== Segment start ==

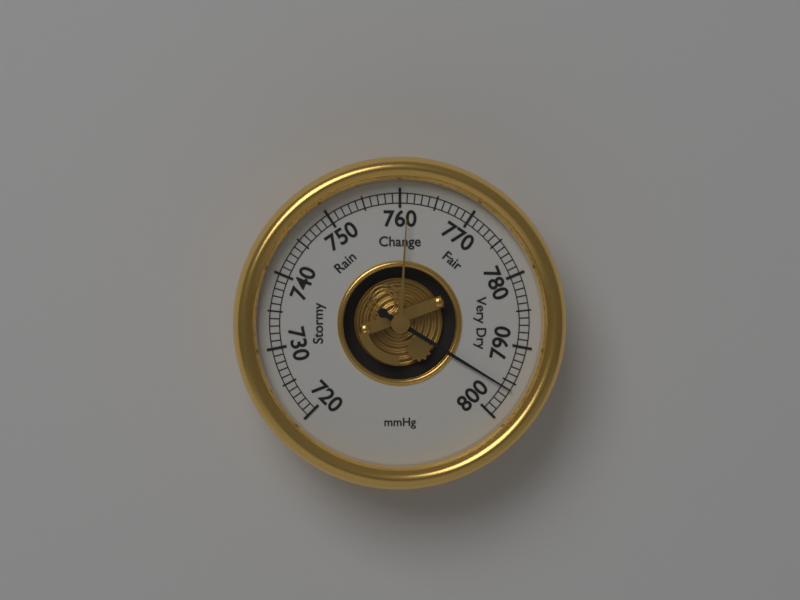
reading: 796 mmHg
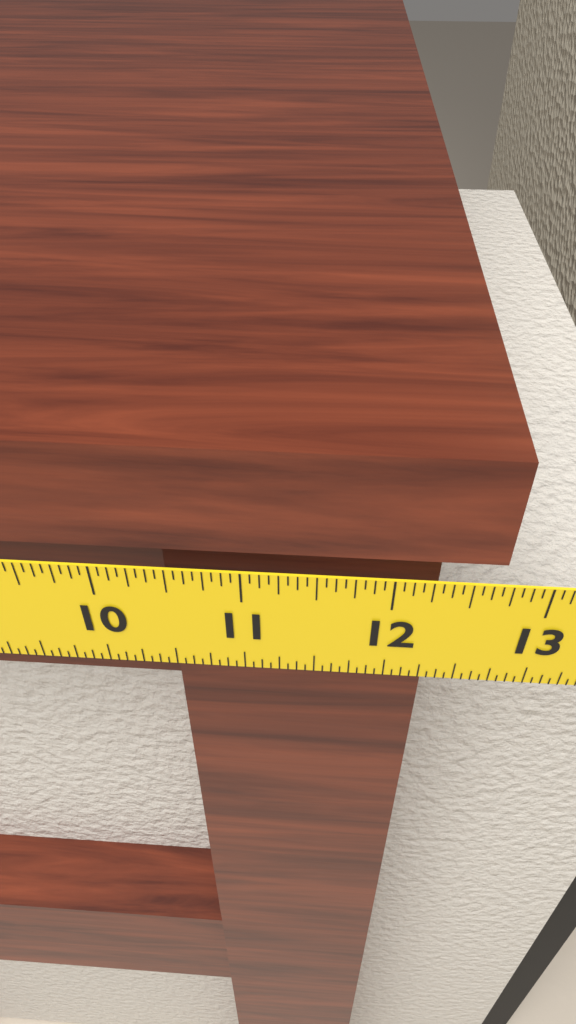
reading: 12.6875 in
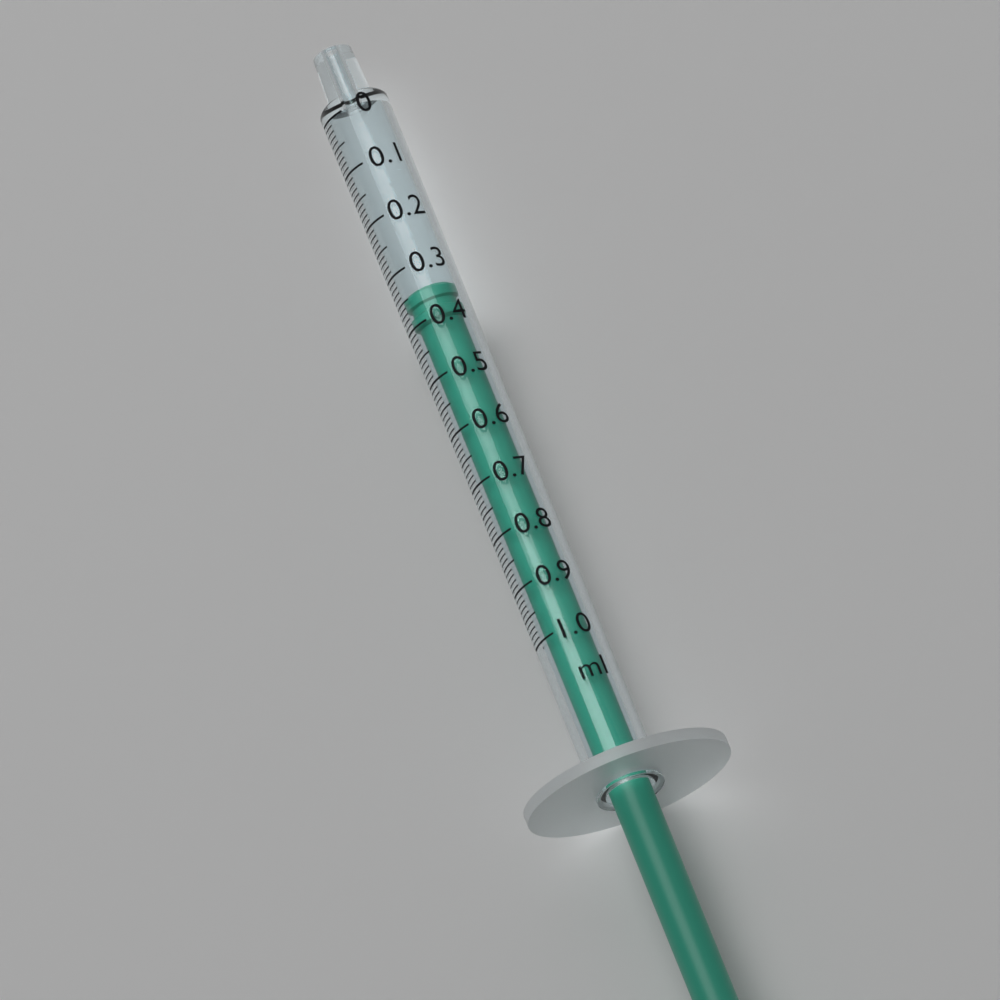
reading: 0.34 ml
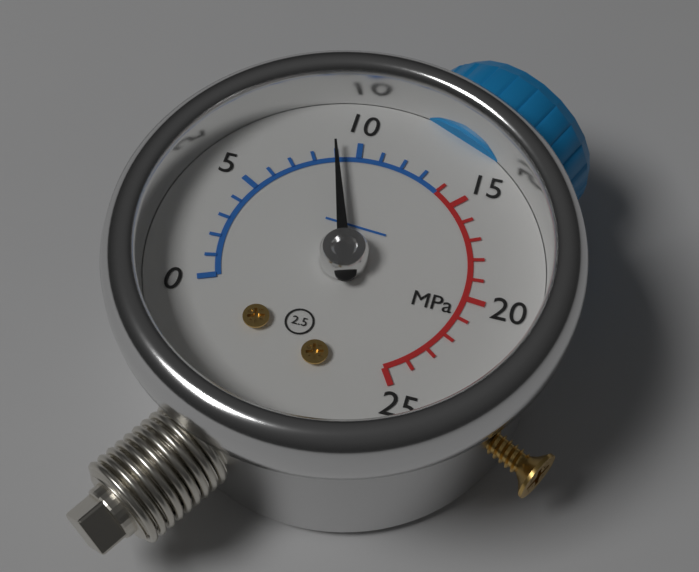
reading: 9 MPa
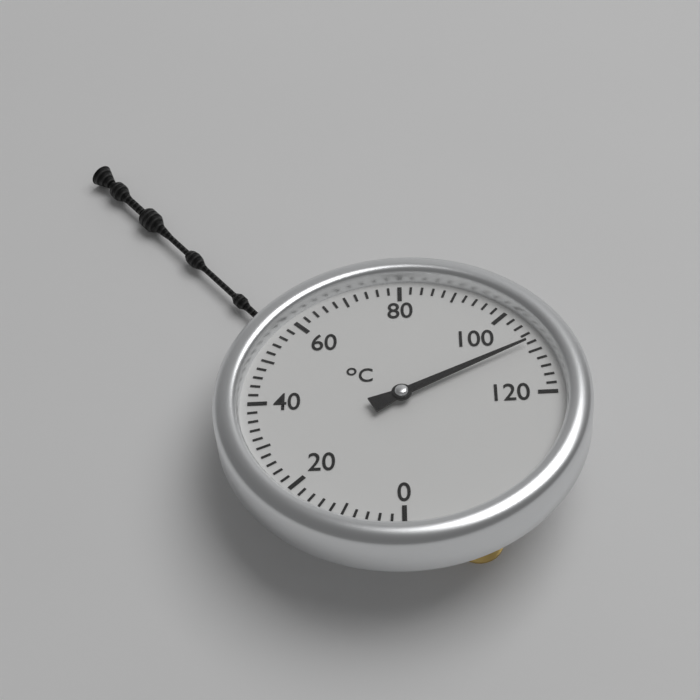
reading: 108 °C
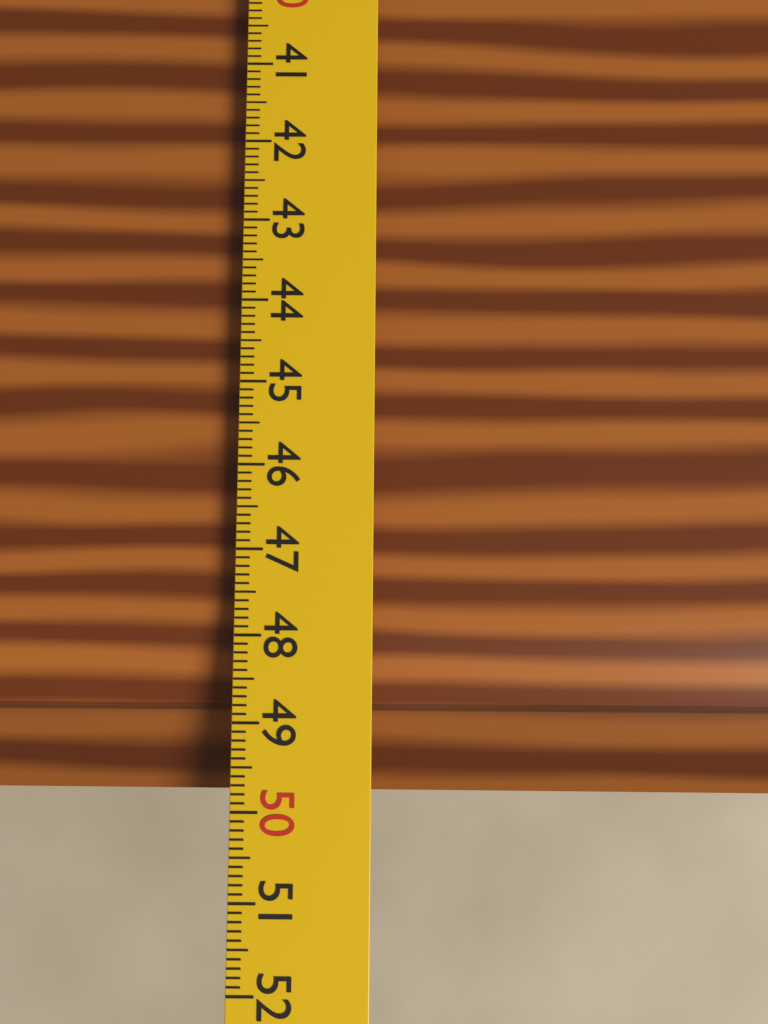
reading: 49.9 cm
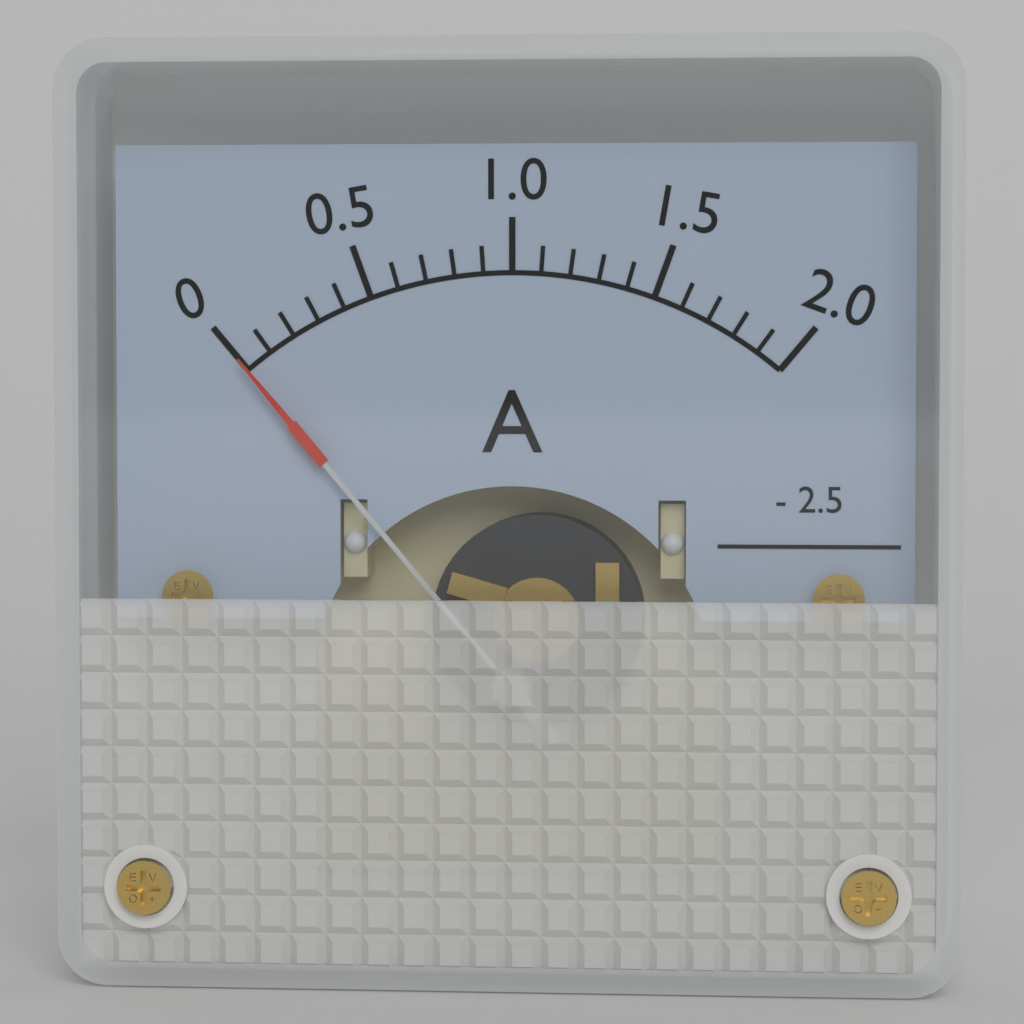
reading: 0.0 A
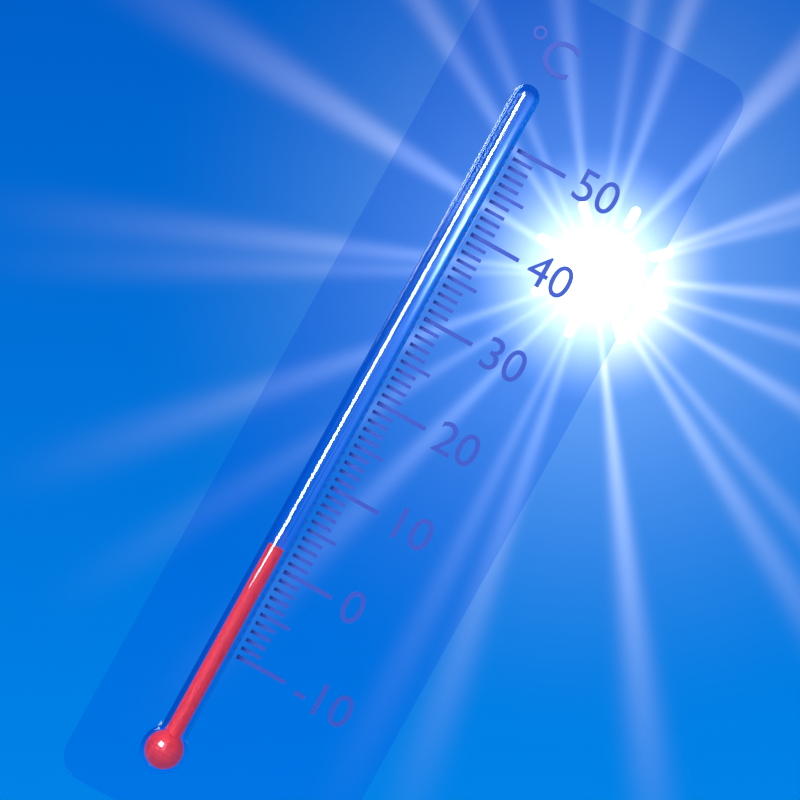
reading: 2 °C
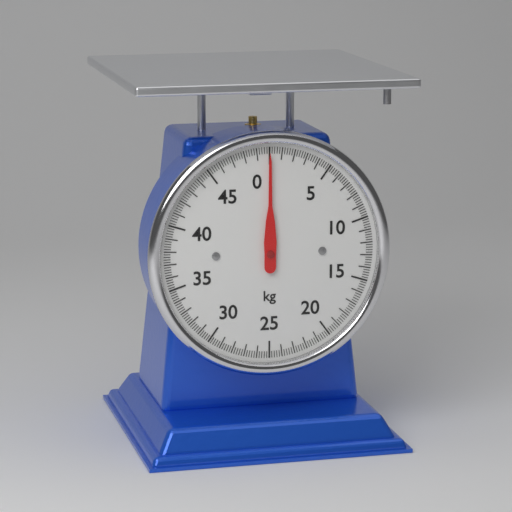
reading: 0.0 kg
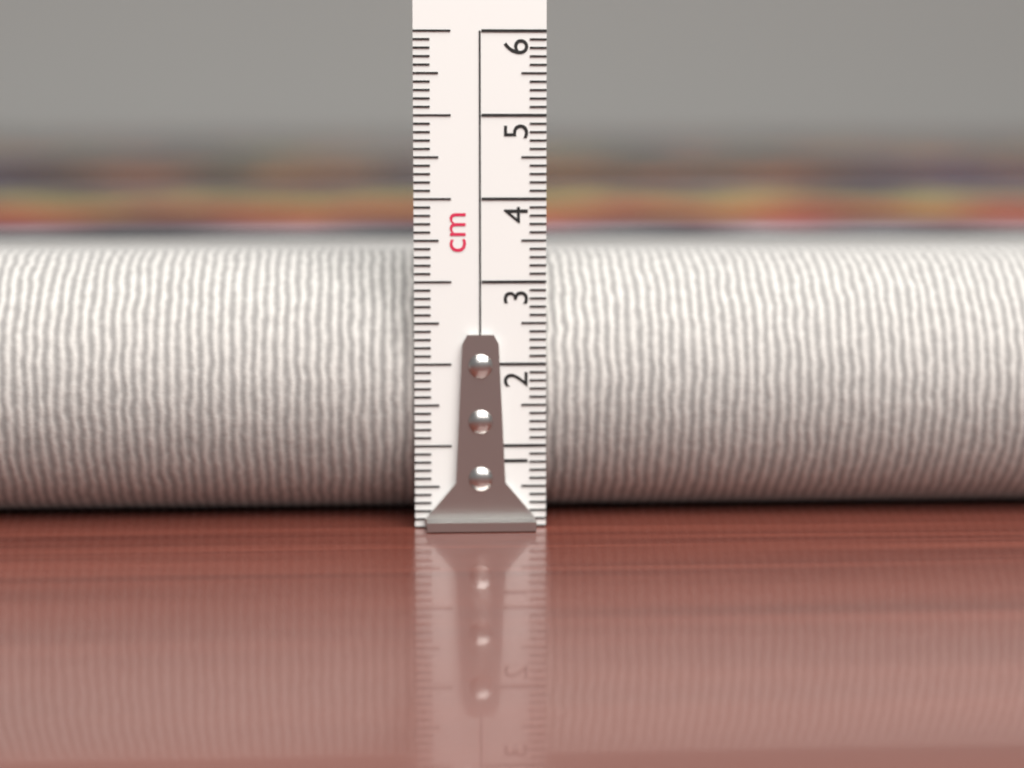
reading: 3.3 cm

== Segment end ==

EXERCISE DIRECTIONS:
In the copy, include no pictures; transcribe every record above verbatim.

SOLUTION TO THIS EXERCISE:
reading: 796 mmHg
reading: 12.6875 in
reading: 0.34 ml
reading: 9 MPa
reading: 108 °C
reading: 49.9 cm
reading: 0.0 A
reading: 2 °C
reading: 0.0 kg
reading: 3.3 cm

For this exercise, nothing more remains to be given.